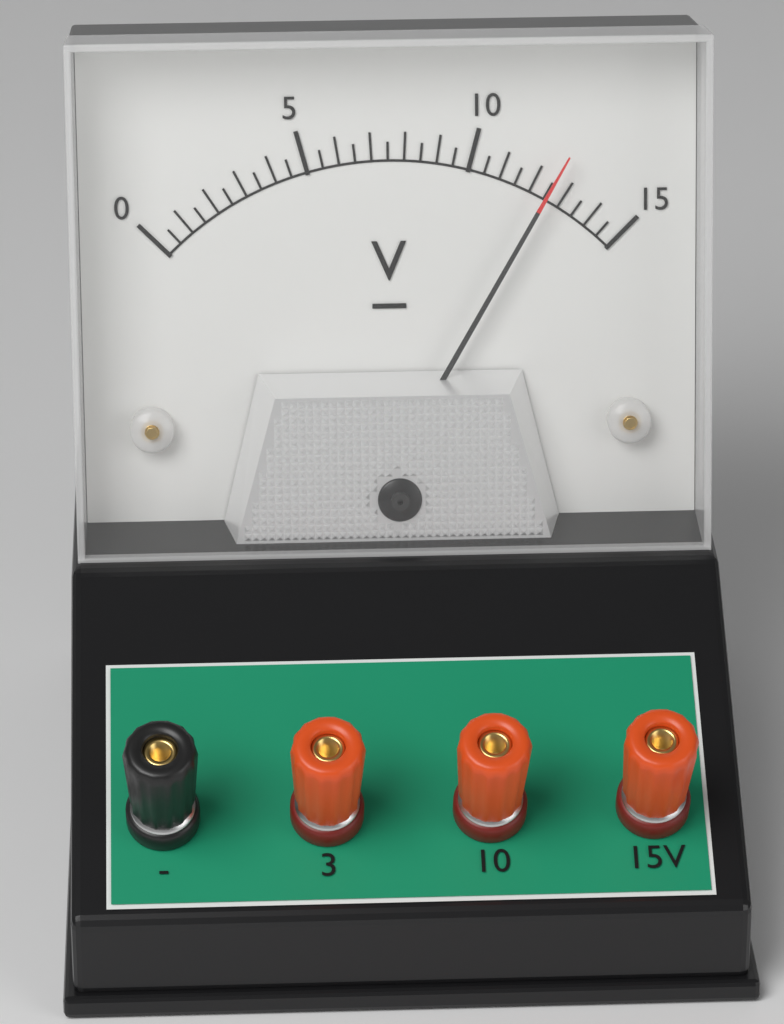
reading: 12.5 V
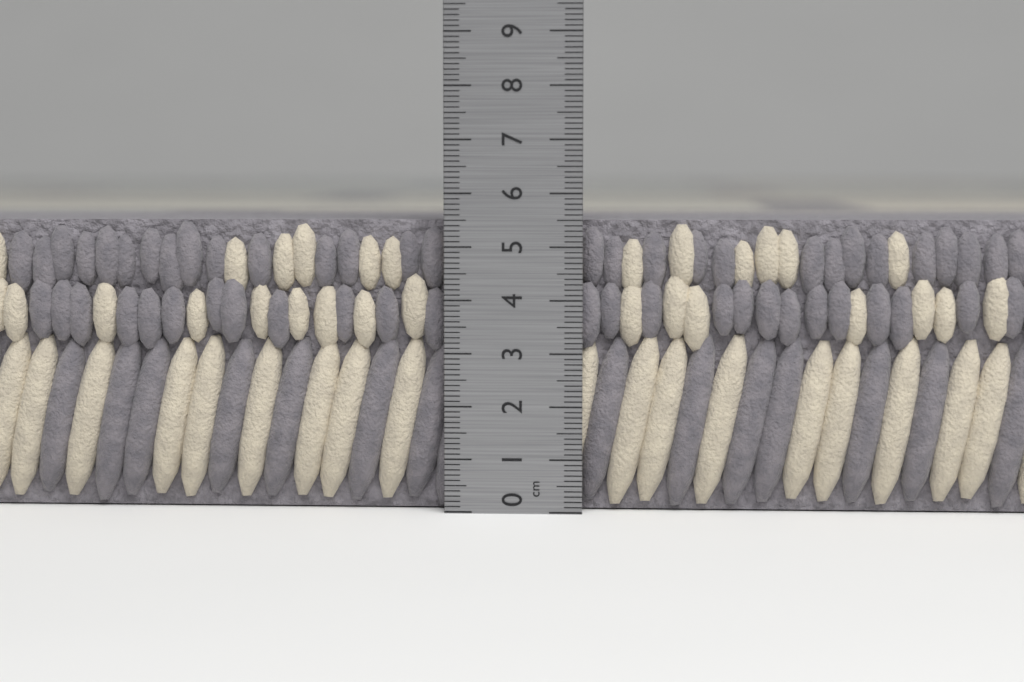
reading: 5.5 cm
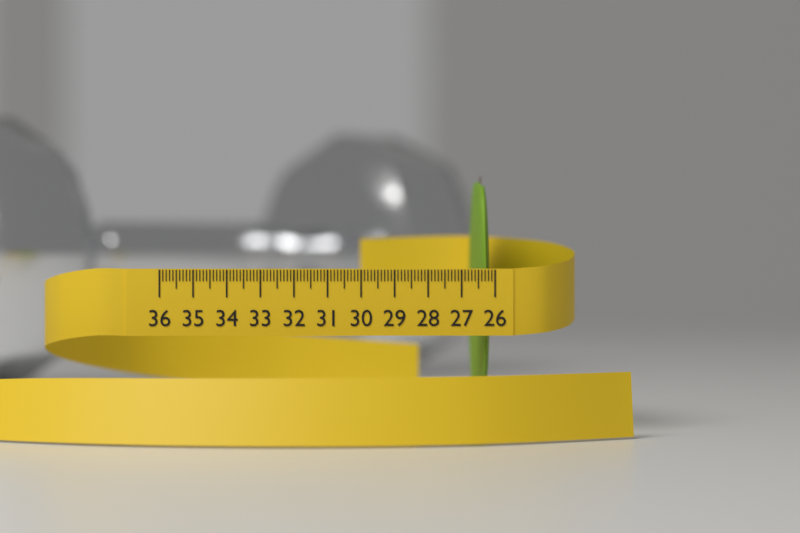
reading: 26.5 (no unit)
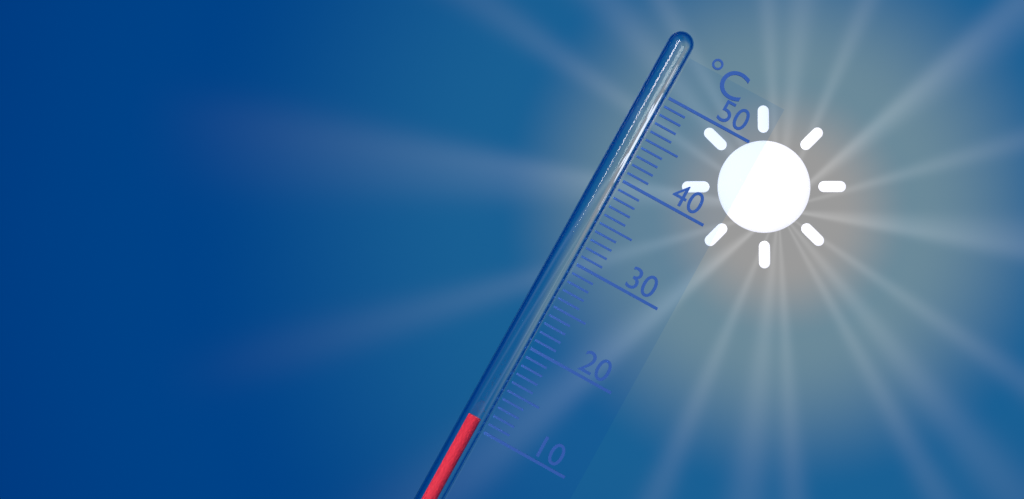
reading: 11 °C
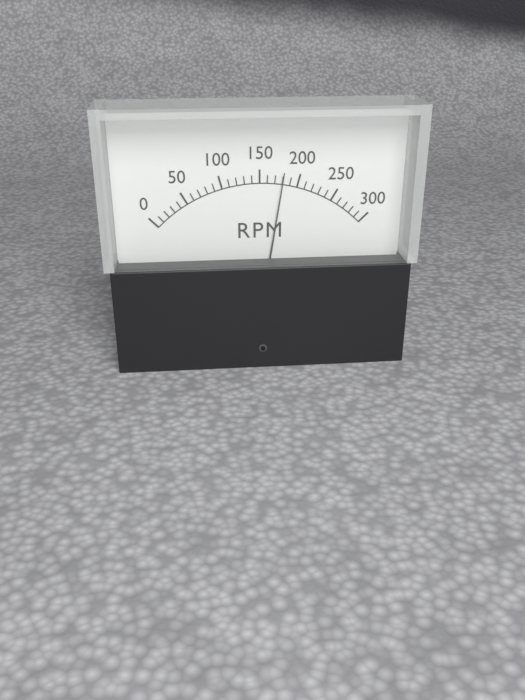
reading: 180 RPM
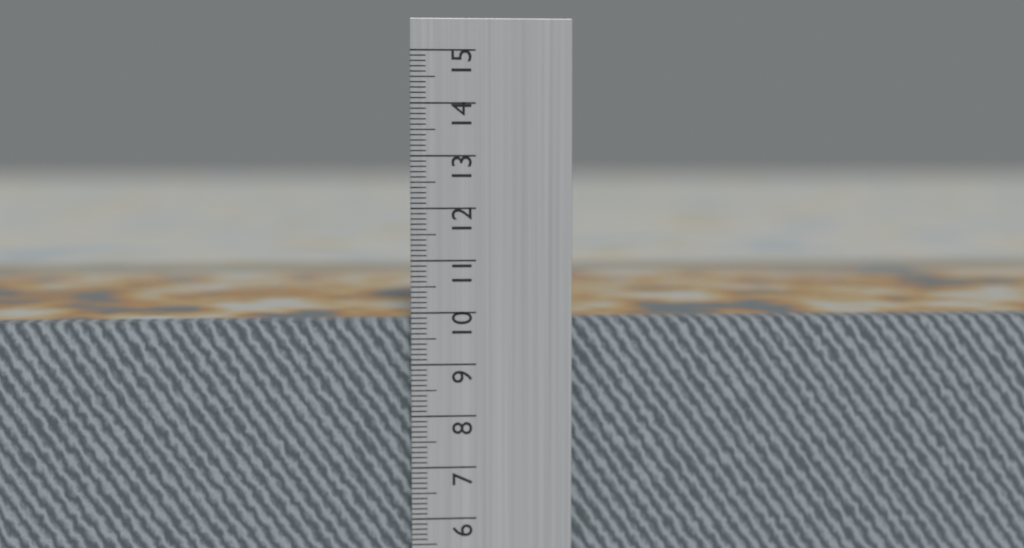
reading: 9.8 cm
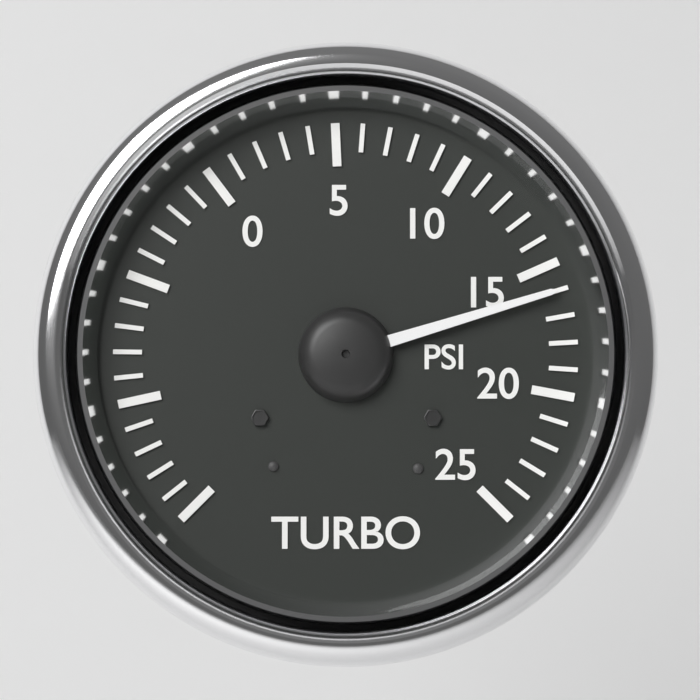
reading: 16 psi
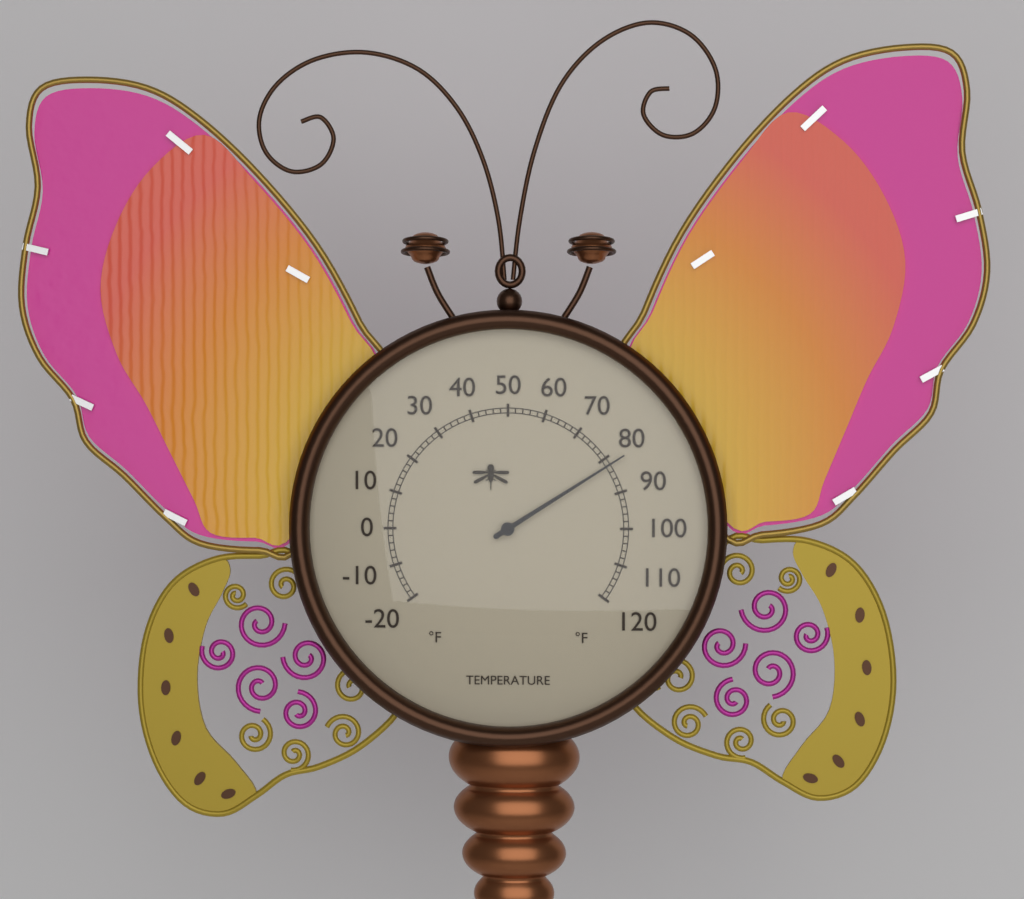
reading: 82 °F
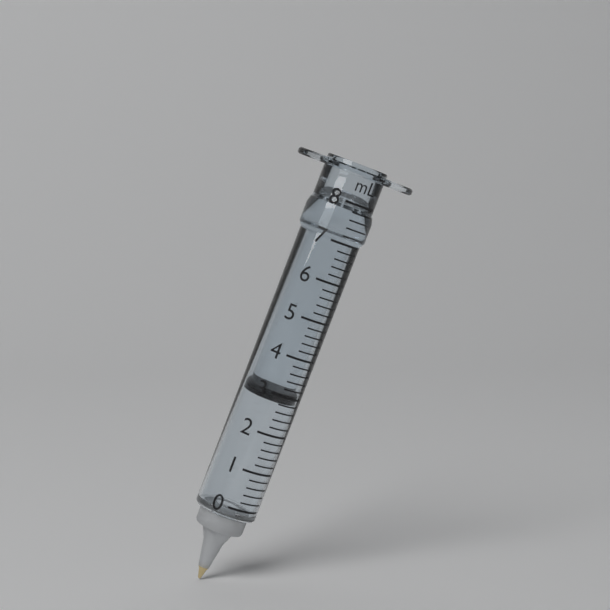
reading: 2.8 ml
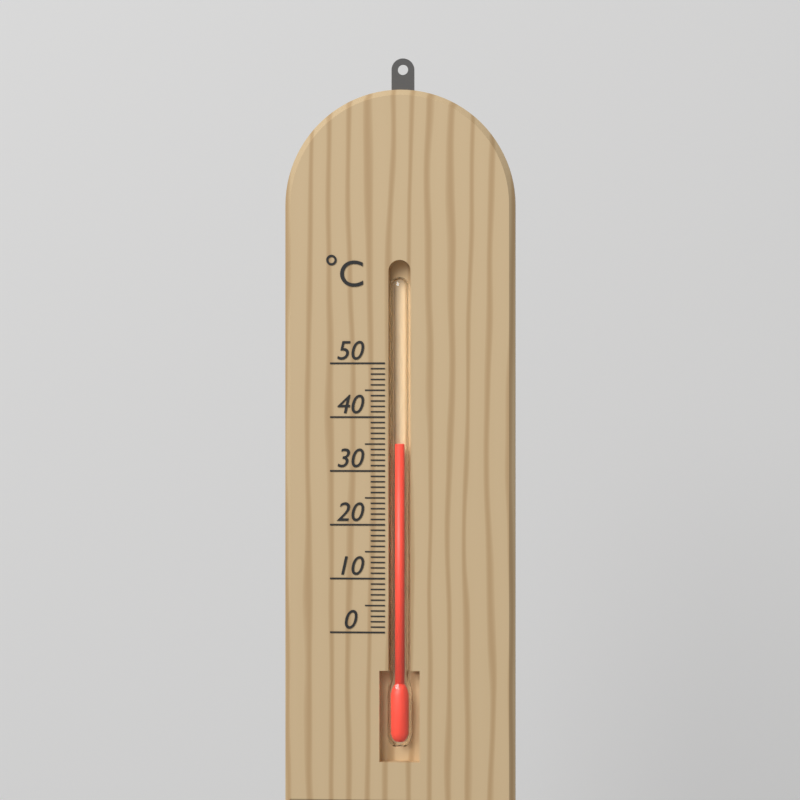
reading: 35 °C
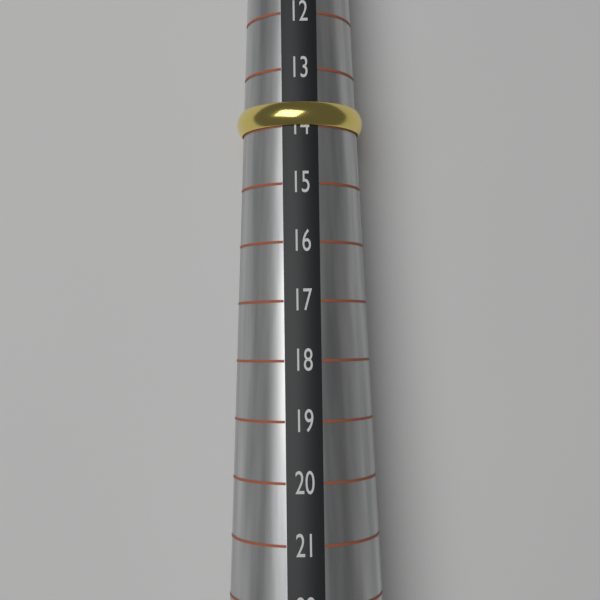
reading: 14 (no unit)
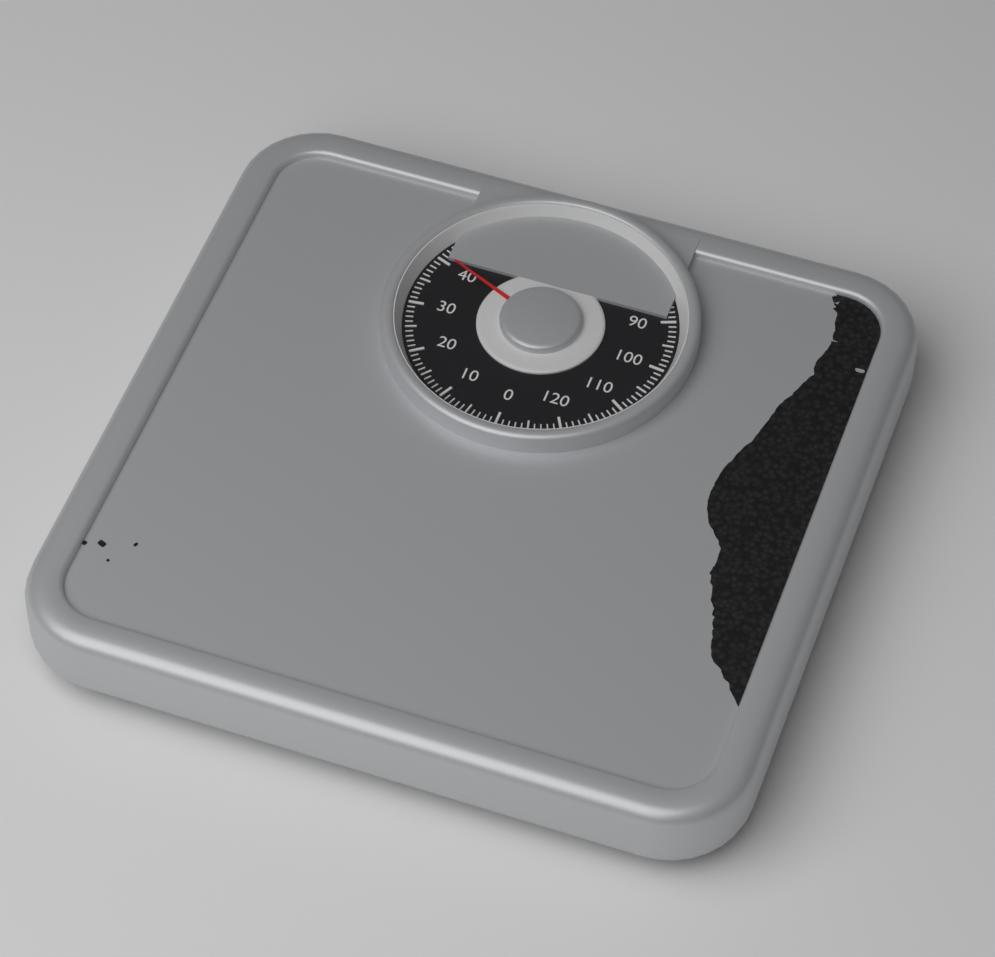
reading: 41 kg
---
**YOUR TASK:** Beginning with the line that holds "reading: 16 psi" and continuing to the end of the entries above, set down each line exactly, both ends included; include no pictures.

**RESPONSE TO THE EXERCISE:**
reading: 16 psi
reading: 82 °F
reading: 2.8 ml
reading: 35 °C
reading: 14 (no unit)
reading: 41 kg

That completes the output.